In a videotaped deposition with Lawrence Ashe, who defended the test, Boyd mentioned that 6 out of 80 teachers at her school were black---1 or 2 percent by her estimation. Then she realized that, in fact, 8 teachers were black.

So, in fact, 10 percent of the faculty is African American?'' Ashe responded.No,'' Boyd countered. What percent of 80 is 8?'' Ashe asked Boyd. For some time Boyd was silent, then:Can you rephrase that? I'm drawing a blank here.''

The question was rephrased and Boyd answered ``That's about 1 percent.''


Walter Yannis

2003-02-14 12:19 | User Profile

Originally posted by il ragno@Feb 14 2003, 10:08 ** After California implemented the California Basic Education Skills Test, or CBEST, to make sure that new teachers have attained at least a 10th-grade level in reading, writing, and math skills, the Oakland Alliance of Educators, the Association of Mexican-American Educators, and the California Association for Asian-Pacific Bilingual Education filed a class-action suit against the test, alleging racism. **

I took and passed the CBEST first try, ZERO preparation, and not having slept after a long commute and a headache. The math part was just common sense and application of a couple of rules. I totally blanked out on the written part. The task was to write an essay about a person I admired, and I just couldn't think of anyone! Anyway, even with all of that I passed. The CBEST is not a serious obstacle for anyone even minimally qualified to be in the classroom.

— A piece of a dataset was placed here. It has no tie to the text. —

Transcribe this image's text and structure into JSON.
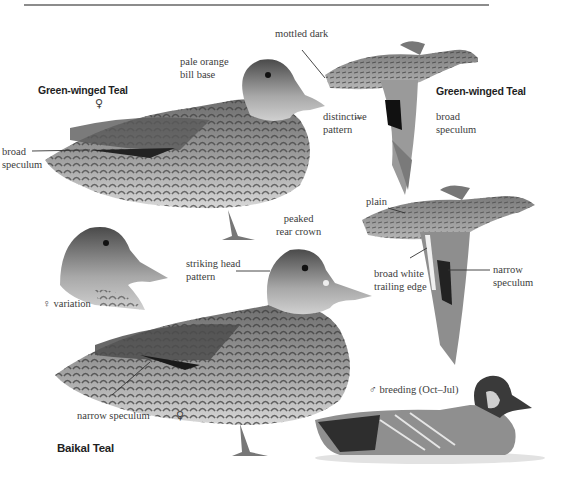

I wonder if the suit were filed now whether the court would even hear "Bell Curve"arguments. Have such arguments ever been made in court as defense to a charge of institutional racism?

Walter


mwdallas

2003-02-14 16:07 | User Profile

**The current regime, the current mess, isn't going to last another 20 years. No way. **

I set the over/under on collapse at 11.5 years -- if the Jewish community does not change reverse course.


mwdallas

2003-02-14 16:10 | User Profile

I wonder if the suit were filed now whether the court would even hear "Bell Curve"arguments. Have such arguments ever been made in court as defense to a charge of institutional racism?

Not that I know of. I eagerly await the day that I am presented with a case that allows me to make such arguments.


amundsen

2003-02-20 03:57 | User Profile

"People and institutions are always willing and ready to help black people and minorities consume. But it is out of character to consider truly empowering black people to invent. That's a whole different ball game."

Empowering black people to invent? They aren't still slaves. They have the power to do whatever they want. And we can see from what they do just what it is they want to do: listen to disgusting music, drink malt liquor, collect a government check, attribute every failure to white racism, smoke crack, and bed a white girl.

** He said he was one of six black students in a high school of 1,400 students. **

The guy is probably pretty smart for a black fellow. And he had better thank God that he went to a white school. If he had gone to school with other blacks they would have ruined him.